The architect who was the subject of those accusations, filed a lawsuit for $1.25 million last year
New York: For all the inquiries they have facilitated into humanity’s highest intellectual realms, blogs have also proved themselves good incubators for petty squabbling, savage back-stabbing and ad hominem warfare of all varieties. The same, of course, is true of academia. So if, as a recent lawsuit alleges, an editorial associate at Cornell University’s Sage School of Philosophy took to the Internet in 2012 to savage a former lover, it may not be surprising that things got out of control.
The accusations — too scabrous to be reprinted here — were spread around dozens of websites, including in anonymous blogs and professional ratings sites. They excoriated every supposed aspect of the man’s identity, from his sexual proclivities to his physical endowment to his professional ethics to his ex-wife and disabled child.
John B. Wender, the architect who was the subject of those accusations, filed a lawsuit for $1.25 million (Dh4.59 million) last year against Louise Silberling, a woman he said he had met online and gotten together with three times, citing a “malicious campaign to utterly destroy plaintiff’s personal and professional reputation.”
Silberling offered a three-pronged defence: The postings were just matters of opinion; they exceeded the statute of limitations; and, by the way, she did not write them.
This month, a judge dismissed much of Wender’s defamation suit, saying that 25 of the 31 statements in question were expressions of subjective opinion.
“A statement is defamatory if it is false and ‘tends to expose the plaintiff to public contempt, ridicule, aversion or disgrace,’” Justice Anil C. Singh of state Supreme Court in Manhattan wrote.

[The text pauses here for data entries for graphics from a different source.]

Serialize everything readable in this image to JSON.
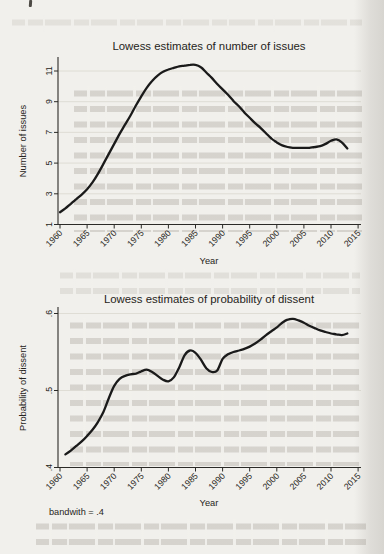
{
  "chart_data": [
    {
      "type": "line",
      "title": "Lowess estimates of number of issues",
      "xlabel": "Year",
      "ylabel": "Number of issues",
      "x_tick_labels": [
        "1960",
        "1965",
        "1970",
        "1975",
        "1980",
        "1985",
        "1990",
        "1995",
        "2000",
        "2005",
        "2010",
        "2015"
      ],
      "y_tick_labels": [
        "1",
        "3",
        "5",
        "7",
        "9",
        "11"
      ],
      "xlim": [
        1960,
        2016
      ],
      "ylim": [
        1,
        11.9
      ],
      "grid": true,
      "legend": "none",
      "line_color": "#1a1a1a",
      "series": [
        {
          "name": "lowess smooth",
          "x": [
            1960,
            1961,
            1962,
            1963,
            1964,
            1965,
            1966,
            1967,
            1968,
            1969,
            1970,
            1971,
            1972,
            1973,
            1974,
            1975,
            1976,
            1977,
            1978,
            1979,
            1980,
            1981,
            1982,
            1983,
            1984,
            1985,
            1986,
            1987,
            1988,
            1989,
            1990,
            1991,
            1992,
            1993,
            1994,
            1995,
            1996,
            1997,
            1998,
            1999,
            2000,
            2001,
            2002,
            2003,
            2004,
            2005,
            2006,
            2007,
            2008,
            2009,
            2010,
            2011,
            2012,
            2013
          ],
          "y": [
            1.8,
            2.05,
            2.35,
            2.65,
            2.95,
            3.3,
            3.75,
            4.3,
            4.95,
            5.6,
            6.25,
            6.9,
            7.5,
            8.1,
            8.75,
            9.35,
            9.9,
            10.35,
            10.7,
            10.95,
            11.1,
            11.2,
            11.3,
            11.35,
            11.4,
            11.4,
            11.25,
            10.9,
            10.55,
            10.15,
            9.8,
            9.45,
            9.05,
            8.7,
            8.3,
            7.95,
            7.6,
            7.3,
            6.95,
            6.6,
            6.35,
            6.15,
            6.05,
            6.0,
            6.0,
            6.0,
            6.0,
            6.05,
            6.1,
            6.25,
            6.45,
            6.55,
            6.35,
            5.95
          ]
        }
      ]
    },
    {
      "type": "line",
      "title": "Lowess estimates of probability of dissent",
      "xlabel": "Year",
      "ylabel": "Probability of dissent",
      "x_tick_labels": [
        "1960",
        "1965",
        "1970",
        "1975",
        "1980",
        "1985",
        "1990",
        "1995",
        "2000",
        "2005",
        "2010",
        "2015"
      ],
      "y_tick_labels": [
        ".4",
        ".5",
        ".6"
      ],
      "xlim": [
        1960,
        2016
      ],
      "ylim": [
        0.4,
        0.605
      ],
      "grid": true,
      "legend": "none",
      "line_color": "#1a1a1a",
      "note": "bandwith = .4",
      "series": [
        {
          "name": "lowess smooth",
          "x": [
            1961,
            1962,
            1963,
            1964,
            1965,
            1966,
            1967,
            1968,
            1969,
            1970,
            1971,
            1972,
            1973,
            1974,
            1975,
            1976,
            1977,
            1978,
            1979,
            1980,
            1981,
            1982,
            1983,
            1984,
            1985,
            1986,
            1987,
            1988,
            1989,
            1990,
            1991,
            1992,
            1993,
            1994,
            1995,
            1996,
            1997,
            1998,
            1999,
            2000,
            2001,
            2002,
            2003,
            2004,
            2005,
            2006,
            2007,
            2008,
            2009,
            2010,
            2011,
            2012,
            2013
          ],
          "y": [
            0.417,
            0.422,
            0.428,
            0.434,
            0.441,
            0.449,
            0.459,
            0.472,
            0.49,
            0.506,
            0.515,
            0.519,
            0.521,
            0.522,
            0.525,
            0.527,
            0.524,
            0.519,
            0.514,
            0.512,
            0.517,
            0.53,
            0.546,
            0.552,
            0.549,
            0.54,
            0.529,
            0.524,
            0.526,
            0.541,
            0.547,
            0.55,
            0.552,
            0.554,
            0.557,
            0.561,
            0.566,
            0.572,
            0.577,
            0.582,
            0.588,
            0.592,
            0.593,
            0.591,
            0.588,
            0.584,
            0.581,
            0.578,
            0.576,
            0.574,
            0.573,
            0.572,
            0.574
          ]
        }
      ]
    }
  ]
}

“Opinions cannot be proven untrue,” the judge continued, “and they are constitutionally protected.” The statements against Wender were withering, the judge agreed, but according to an earlier case, “loose, figurative or hyperbolic statements, even if deprecating the plaintiff, are not actionable.”

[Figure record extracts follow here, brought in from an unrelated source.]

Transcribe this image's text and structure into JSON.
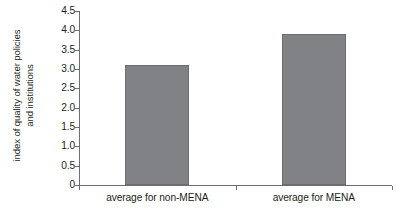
{
  "chart_data": {
    "type": "bar",
    "title": "",
    "xlabel": "",
    "ylabel": "index of quality of water policies and institutions",
    "ylabel_lines": [
      "index of quality of water policies",
      "and institutions"
    ],
    "categories": [
      "average for non-MENA",
      "average for MENA"
    ],
    "values": [
      3.1,
      3.9
    ],
    "series": [
      {
        "name": "index of quality of water policies and institutions",
        "values": [
          3.1,
          3.9
        ]
      }
    ],
    "ylim": [
      0,
      4.5
    ],
    "ytick_values": [
      0,
      0.5,
      1.0,
      1.5,
      2.0,
      2.5,
      3.0,
      3.5,
      4.0,
      4.5
    ],
    "ytick_labels": [
      "0",
      "0.5",
      "1.0",
      "1.5",
      "2.0",
      "2.5",
      "3.0",
      "3.5",
      "4.0",
      "4.5"
    ],
    "grid": false,
    "legend": false,
    "legend_position": "none",
    "bar_color": "#808285",
    "bar_edge_color": "#6a6c6e",
    "axis_color": "#6d6e71",
    "text_color": "#231f20",
    "background_color": "#ffffff",
    "annotations": []
  }
}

In line with other rulings, the judge said that people took anonymous web comments with a grain of salt.
“No reasonable reader of these perfervid postings would construe the statements” as fact, the judge wrote of a diatribe about Wender on LiarsCheatersRUs.com.

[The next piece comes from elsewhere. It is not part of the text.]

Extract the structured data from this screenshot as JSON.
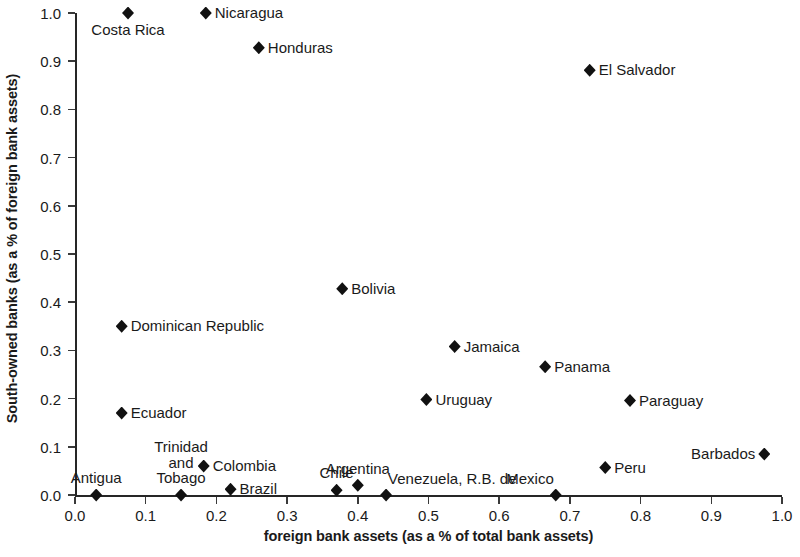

Only two types of the statements were deemed actionable: negative reviews of Wender’s work that purported to be written by former clients, and the first paragraph of a long essay, signed in Wender’s name, purporting to confess all his myriad moral shortcomings. The rest of the essay was disallowed.
As overheated as the quoted passages may be, Lucy A. Dalglish, a lawyer who has defended libel cases and who is dean of the University of Maryland’s journalism school, said the ruling was within the mainstream.
“It’s a fairly routine libel suit. Unfortunately, people do this to each other all the time.”
Silberling’s lawyer, Jared M. Lefkowitz, applauded the ruling.
“The case has been pretty well decimated,” he said. “There’s pretty few of the allegations left and we’ll be addressing them as we go forward.”
Wender’s lawyer could not be reached for comment Friday.